Morality Cannot Have a Foundation in God: A Summary for the General Reader by Quentin Smith

The following essay was written by Quentin Smith around 2001 or 2002, but inexplicably fell through the cracks. While organizing files on my computer, I recently rediscovered it and am happy to be able to share it with our readers. I am posting it here, without taking a position pro or con, for interested readers. Feel free to debate in the combox.

MORALITY CANNOT HAVE A FOUNDATION IN GOD: A SUMMARY FOR THE GENERAL READER

                                                BY QUENTIN SMITH

                                                WESTERN MICHIGAN UNIVERSITY

As I indicated in my history of 20th century moral philosophy, Ethical and Religious Thought in Analytic Philosophy of Language (Yale University Press, 1997), the idea that morality is founded by God is rejected as nonsensical by all 20th century moral philosophers, be they theists or atheists. There are many theists who write on moral philosophy, but they reject just as much as do atheistic philosophers the idea that God is the foundation of morality.

Why have all theistic and atheistic philosophers of the 20th century rejected as absurd the idea that God is the foundation of morality? Because they realize that the opposite claim is true: God is not the foundation of morality, but morality is the foundation of God. Why? God is defined as morally good. God can be morally good only if God’s actions are based on the principles of goodness. But if God founds the principles of goodness, God’s actions cannot be founded on these principles. Founding something, and being founded on something, are opposites. Something cannot both be founded on something, and yet at the same time not be founded upon that thing but rather be the foundation of the thing. By analogy, a single brick cannot at the same time be underneath a building, and also, at that very time, be resting on the roof of that building.

It is also true that if God is the founder of moral goodness, then, instead of being morally good, he has the different characteristic of being the founder of moral goodness (and moral evil).  Being good, and being the foundation of goodness, are two different characteristics. Something  can be the foundation of moral goodness and evil only if that being is neither morally good nor morally evil. By analogy, the foundation of the Atlantic Ocean is not liquid water; rather it is solid dirt and rock. If you found something, you cannot be the very thing you found. If you found your children, you cannot be your children. If you are the foundation of a building, you are not the building, but steel piles underneath the building.

This explains why all 20th century philosophers, both theists and atheists, have recognized that if God is the foundation of goodness, then this contradicts the definition of God as good. The foundation, God, cannot be what he founds.

There is a third reason, recognized by all atheist and theist moral philosophers of the 20th century, that shows even more clearly why God cannot be the foundation of morality. Consider the example of the Christian philosopher Robert Adams, who has come closer than any other philosopher to saying that God is the foundation of morality. But Adams ends up denying this. Why? Because he recognizes that if God founds morality, then God can make anything whatsoever good. God could make torture, rape and murder good. If God is the foundation of morality, then torture, rape and murder are not intrinsically evil; rather, they are evil only because God happened to decide to make them evil rather than good. This is absurd, since God equally well could have founded torture, rape and murder as good instead of evil, and  God could have founded kindness, generosity and mutual respect as evils. As a founder of morality, you can make anything whatsoever good or evil. But it is absurd to think that God, who is good by definition, could have made cruelty, rape and incest morally good. If God could have founded the horrible evils of mass genocide, brutal rape and extreme cruelty as good, instead of evil, then God cannot be good by definition. A good God could not have founded the murder of 6 million Jews as good, since if he did, he would not be good. This shows why God cannot found what is good or evil. The Christian philosopher Robert Adams, upon recognizing this (it was pointed out to him by other Christian moral philosophers) adopted the different theory that only a loving God could command certain actions to be good. This is because Adams’ recognized that love is intrinsically good; it is objectively good by itself, and is not good because God founds or commands that it be good. God recognizes that love is intrinsically good just as humans recognize that love is intrinsically good.

God is in the same situation as humans, except God is perfectly good. Humans are good only if they recognize that murder, rape and torture are intrinsically evil and therefore do not engage in these activities; and humans are good if they recognize that kindness and generosity  are intrinsically good, and act kindly and generously. Sometimes humans do things that are not good, but that is because humans are not perfectly good.

The obvious fact that God cannot be morally good if he is the foundation of whatever is good or evil has been recognized by all 20th century moral philosophers. Anybody who argues that God is the foundation of morality is either ignorant of 20th century philosophy or else is using pure rhetoric to score a point in a debate before an audience that does not contain any philosophy professors. The issue of whether God is or is not the foundation of morality is not even discussed by philosophy professors who write about morality, because they recognize that the very idea that God founds morality is too preposterous to deserve discussion.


- _EXERCISE DIRECTIONS_:
In the listing that follows, count each line containing the string "Fees" and report only the count.

- _GIVEN INFORMATION_:
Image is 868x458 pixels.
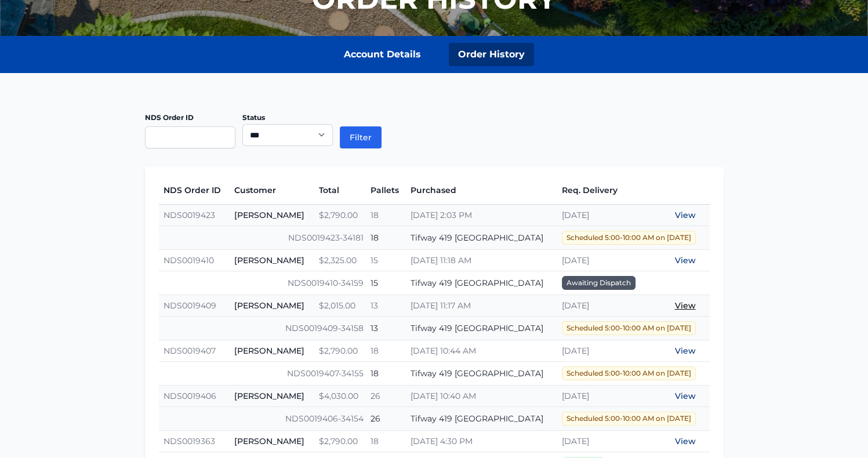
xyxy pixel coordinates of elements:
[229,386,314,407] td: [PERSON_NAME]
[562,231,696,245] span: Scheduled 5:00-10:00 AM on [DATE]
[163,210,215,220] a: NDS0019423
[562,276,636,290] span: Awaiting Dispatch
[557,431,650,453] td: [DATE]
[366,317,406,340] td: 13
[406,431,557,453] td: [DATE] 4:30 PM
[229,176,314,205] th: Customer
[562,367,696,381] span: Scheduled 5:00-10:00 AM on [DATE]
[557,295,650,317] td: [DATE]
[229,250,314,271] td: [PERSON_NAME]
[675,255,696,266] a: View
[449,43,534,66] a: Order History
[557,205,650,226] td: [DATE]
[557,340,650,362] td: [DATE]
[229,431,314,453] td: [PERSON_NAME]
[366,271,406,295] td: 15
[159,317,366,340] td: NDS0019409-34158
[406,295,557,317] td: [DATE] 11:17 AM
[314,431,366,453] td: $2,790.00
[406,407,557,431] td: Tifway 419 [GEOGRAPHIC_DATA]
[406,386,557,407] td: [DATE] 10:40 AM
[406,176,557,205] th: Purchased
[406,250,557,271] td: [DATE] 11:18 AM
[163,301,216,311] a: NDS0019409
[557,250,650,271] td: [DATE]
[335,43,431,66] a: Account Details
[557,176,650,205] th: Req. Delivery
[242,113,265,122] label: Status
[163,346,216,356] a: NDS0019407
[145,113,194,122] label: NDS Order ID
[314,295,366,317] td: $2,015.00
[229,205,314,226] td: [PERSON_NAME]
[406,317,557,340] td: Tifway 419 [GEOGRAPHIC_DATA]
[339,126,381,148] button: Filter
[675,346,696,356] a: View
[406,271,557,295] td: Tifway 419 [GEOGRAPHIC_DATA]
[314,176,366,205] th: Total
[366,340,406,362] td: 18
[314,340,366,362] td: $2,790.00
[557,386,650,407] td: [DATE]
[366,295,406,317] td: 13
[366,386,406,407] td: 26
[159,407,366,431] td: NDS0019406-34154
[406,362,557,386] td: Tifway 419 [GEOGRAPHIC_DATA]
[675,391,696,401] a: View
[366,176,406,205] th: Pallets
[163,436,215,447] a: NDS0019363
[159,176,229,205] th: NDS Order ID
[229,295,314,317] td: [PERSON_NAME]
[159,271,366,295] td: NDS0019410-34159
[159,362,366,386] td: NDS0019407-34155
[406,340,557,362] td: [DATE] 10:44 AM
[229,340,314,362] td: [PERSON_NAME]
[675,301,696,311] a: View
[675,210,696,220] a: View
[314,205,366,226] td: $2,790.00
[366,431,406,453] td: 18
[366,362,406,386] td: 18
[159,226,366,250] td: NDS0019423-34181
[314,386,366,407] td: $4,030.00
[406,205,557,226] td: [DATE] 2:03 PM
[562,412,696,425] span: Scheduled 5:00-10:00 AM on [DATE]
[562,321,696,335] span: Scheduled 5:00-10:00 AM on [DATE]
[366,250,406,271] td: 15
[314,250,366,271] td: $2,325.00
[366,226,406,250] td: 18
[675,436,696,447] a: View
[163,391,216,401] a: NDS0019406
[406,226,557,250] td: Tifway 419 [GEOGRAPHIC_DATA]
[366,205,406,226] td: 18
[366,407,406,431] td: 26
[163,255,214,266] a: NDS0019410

...

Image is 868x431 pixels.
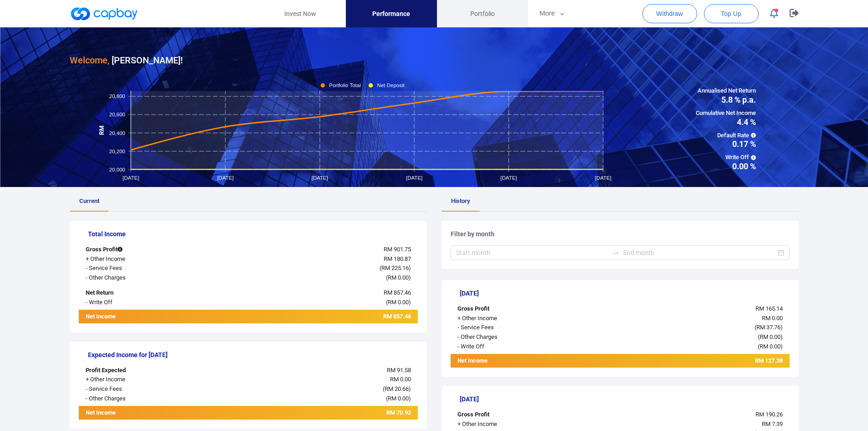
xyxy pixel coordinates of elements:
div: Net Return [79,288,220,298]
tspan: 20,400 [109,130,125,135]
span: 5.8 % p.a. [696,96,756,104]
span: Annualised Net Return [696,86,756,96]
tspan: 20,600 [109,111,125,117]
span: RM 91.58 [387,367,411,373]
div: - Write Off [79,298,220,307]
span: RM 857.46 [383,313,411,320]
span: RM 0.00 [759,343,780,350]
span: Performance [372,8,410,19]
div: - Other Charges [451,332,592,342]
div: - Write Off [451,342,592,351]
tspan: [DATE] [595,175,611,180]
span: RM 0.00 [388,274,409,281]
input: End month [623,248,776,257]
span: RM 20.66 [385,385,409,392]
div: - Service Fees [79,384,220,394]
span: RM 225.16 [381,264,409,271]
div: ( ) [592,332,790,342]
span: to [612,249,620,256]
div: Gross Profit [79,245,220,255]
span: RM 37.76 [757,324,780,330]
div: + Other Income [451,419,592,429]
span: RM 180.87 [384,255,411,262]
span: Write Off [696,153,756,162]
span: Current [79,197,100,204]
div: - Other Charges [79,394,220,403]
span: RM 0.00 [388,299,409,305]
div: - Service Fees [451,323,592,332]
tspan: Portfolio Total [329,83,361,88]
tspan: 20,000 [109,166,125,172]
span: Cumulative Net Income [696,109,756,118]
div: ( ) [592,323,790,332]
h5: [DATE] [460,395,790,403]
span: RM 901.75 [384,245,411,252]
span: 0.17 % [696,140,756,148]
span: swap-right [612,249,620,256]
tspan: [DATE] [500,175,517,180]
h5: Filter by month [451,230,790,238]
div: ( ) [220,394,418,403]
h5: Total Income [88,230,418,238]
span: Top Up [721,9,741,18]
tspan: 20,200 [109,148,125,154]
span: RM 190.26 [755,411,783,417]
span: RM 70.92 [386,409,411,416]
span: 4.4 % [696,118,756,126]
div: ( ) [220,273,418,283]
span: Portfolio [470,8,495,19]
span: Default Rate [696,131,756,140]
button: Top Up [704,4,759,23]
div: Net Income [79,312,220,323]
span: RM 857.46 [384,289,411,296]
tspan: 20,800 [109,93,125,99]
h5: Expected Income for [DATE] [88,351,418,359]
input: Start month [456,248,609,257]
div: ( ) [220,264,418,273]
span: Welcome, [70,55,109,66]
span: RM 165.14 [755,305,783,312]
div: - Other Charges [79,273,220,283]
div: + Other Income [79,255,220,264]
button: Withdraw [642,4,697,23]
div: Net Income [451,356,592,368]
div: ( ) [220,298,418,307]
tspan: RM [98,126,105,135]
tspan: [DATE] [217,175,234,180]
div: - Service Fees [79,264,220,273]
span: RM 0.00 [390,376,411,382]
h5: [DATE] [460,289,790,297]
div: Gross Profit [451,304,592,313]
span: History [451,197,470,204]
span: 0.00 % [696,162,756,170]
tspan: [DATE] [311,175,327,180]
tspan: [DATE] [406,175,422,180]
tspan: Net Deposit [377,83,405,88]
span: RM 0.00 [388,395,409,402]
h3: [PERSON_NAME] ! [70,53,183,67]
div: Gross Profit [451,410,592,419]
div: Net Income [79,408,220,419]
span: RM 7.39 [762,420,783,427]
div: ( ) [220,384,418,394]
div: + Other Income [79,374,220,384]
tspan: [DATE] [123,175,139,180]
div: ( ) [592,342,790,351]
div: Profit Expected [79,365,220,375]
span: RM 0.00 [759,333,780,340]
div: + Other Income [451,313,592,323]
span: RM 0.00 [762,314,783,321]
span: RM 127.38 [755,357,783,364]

--

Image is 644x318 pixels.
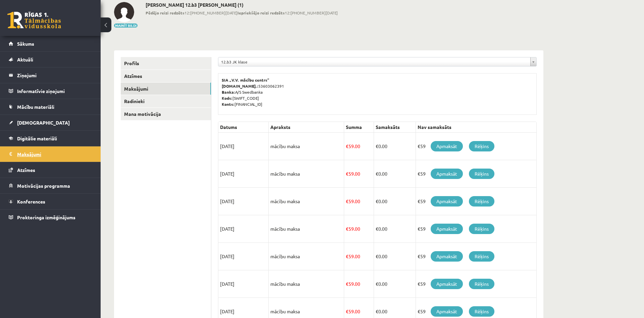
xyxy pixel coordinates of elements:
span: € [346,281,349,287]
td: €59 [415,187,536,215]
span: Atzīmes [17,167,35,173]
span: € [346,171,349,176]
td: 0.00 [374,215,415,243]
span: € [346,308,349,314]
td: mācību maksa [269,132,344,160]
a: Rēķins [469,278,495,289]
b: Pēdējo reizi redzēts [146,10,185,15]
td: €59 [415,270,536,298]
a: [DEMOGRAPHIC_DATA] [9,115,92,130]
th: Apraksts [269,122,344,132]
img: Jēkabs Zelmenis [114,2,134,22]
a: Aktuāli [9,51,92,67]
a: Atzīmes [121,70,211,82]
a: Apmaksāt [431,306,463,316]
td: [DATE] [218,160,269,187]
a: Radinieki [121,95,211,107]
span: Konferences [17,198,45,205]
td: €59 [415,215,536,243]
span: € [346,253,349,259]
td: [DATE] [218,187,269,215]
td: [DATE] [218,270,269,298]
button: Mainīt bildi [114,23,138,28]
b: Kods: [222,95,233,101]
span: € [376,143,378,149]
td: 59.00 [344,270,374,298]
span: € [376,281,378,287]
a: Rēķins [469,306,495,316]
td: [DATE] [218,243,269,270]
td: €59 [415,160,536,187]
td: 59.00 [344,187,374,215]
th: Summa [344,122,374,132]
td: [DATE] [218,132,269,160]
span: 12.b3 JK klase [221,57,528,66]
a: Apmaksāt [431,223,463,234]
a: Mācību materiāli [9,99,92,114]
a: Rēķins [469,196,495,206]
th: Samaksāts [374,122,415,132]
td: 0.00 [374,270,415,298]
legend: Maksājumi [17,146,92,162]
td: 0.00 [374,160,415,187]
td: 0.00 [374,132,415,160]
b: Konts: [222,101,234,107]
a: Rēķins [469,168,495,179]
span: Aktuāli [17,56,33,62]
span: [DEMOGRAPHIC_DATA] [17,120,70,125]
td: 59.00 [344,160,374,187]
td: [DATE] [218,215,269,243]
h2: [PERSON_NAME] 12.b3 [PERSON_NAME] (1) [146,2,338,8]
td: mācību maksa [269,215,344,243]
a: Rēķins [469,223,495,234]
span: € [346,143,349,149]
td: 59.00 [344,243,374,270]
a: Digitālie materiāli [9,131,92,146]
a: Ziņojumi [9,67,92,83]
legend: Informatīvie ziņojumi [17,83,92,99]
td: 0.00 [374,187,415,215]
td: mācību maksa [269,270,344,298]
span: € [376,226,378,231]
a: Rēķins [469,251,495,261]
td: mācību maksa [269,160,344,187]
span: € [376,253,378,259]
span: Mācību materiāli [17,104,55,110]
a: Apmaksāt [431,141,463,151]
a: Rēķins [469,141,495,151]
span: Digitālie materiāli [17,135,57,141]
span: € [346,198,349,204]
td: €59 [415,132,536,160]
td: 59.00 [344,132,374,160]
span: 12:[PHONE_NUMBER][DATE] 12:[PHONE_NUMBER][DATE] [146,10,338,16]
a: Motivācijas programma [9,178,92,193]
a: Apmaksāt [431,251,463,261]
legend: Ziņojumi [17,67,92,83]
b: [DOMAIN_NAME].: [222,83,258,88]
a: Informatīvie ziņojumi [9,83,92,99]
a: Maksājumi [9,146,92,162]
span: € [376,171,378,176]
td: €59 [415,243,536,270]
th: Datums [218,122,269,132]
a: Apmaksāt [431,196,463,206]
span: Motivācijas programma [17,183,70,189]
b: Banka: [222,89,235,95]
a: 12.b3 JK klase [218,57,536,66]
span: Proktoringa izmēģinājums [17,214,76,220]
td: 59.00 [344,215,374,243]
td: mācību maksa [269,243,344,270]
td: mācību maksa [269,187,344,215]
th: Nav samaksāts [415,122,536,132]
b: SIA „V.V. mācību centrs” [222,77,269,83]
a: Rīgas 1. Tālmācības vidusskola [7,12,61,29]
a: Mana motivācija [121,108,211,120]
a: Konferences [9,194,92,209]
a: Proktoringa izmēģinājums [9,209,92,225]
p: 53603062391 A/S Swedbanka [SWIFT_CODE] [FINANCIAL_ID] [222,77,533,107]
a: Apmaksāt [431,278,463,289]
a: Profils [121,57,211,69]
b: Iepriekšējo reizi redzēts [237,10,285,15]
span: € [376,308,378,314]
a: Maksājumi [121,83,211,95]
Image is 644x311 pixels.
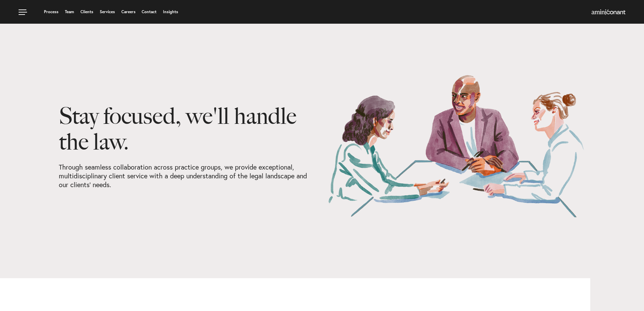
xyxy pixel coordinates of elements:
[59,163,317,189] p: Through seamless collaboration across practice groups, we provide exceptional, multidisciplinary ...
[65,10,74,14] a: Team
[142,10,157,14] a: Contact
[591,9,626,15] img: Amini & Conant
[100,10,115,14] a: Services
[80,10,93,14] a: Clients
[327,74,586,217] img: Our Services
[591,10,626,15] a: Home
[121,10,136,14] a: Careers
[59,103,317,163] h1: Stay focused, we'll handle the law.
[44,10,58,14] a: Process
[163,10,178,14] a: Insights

- _OUTPUT FOR THIS EXERCISE_:
3